PROBLEM DETAILS = Print again, word for word, all of the records below, and leave the pictures out.
▼▼▼
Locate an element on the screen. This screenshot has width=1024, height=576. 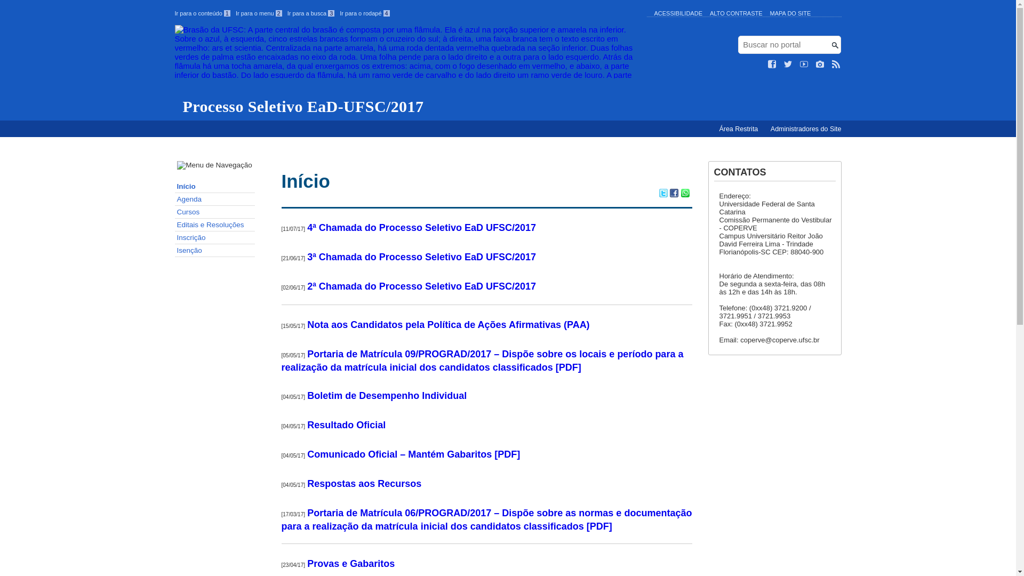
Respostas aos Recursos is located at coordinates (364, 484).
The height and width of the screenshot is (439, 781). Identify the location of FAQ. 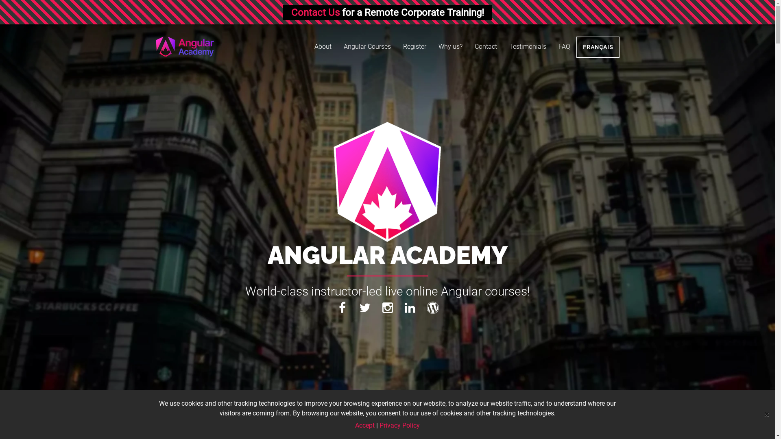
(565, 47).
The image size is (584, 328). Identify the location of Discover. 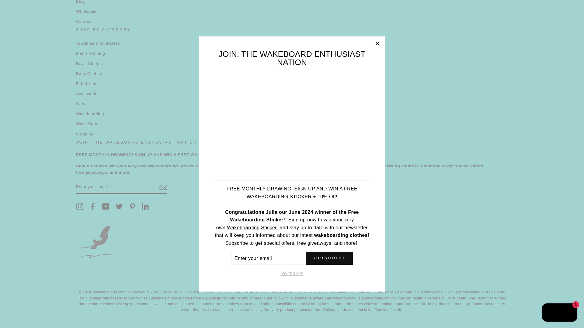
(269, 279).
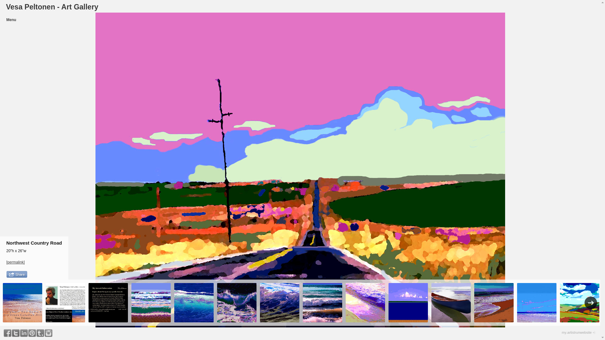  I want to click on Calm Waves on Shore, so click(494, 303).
▲▲▲
WRITTEN RESPONSE =
Locate an element on the screen. This screenshot has width=1024, height=576. 
Respostas aos Recursos is located at coordinates (364, 484).
The height and width of the screenshot is (439, 781). Identify the location of FAQ. 
(565, 47).
The image size is (584, 328). Identify the location of Discover. 
(269, 279).
  I want to click on Calm Waves on Shore, so click(494, 303).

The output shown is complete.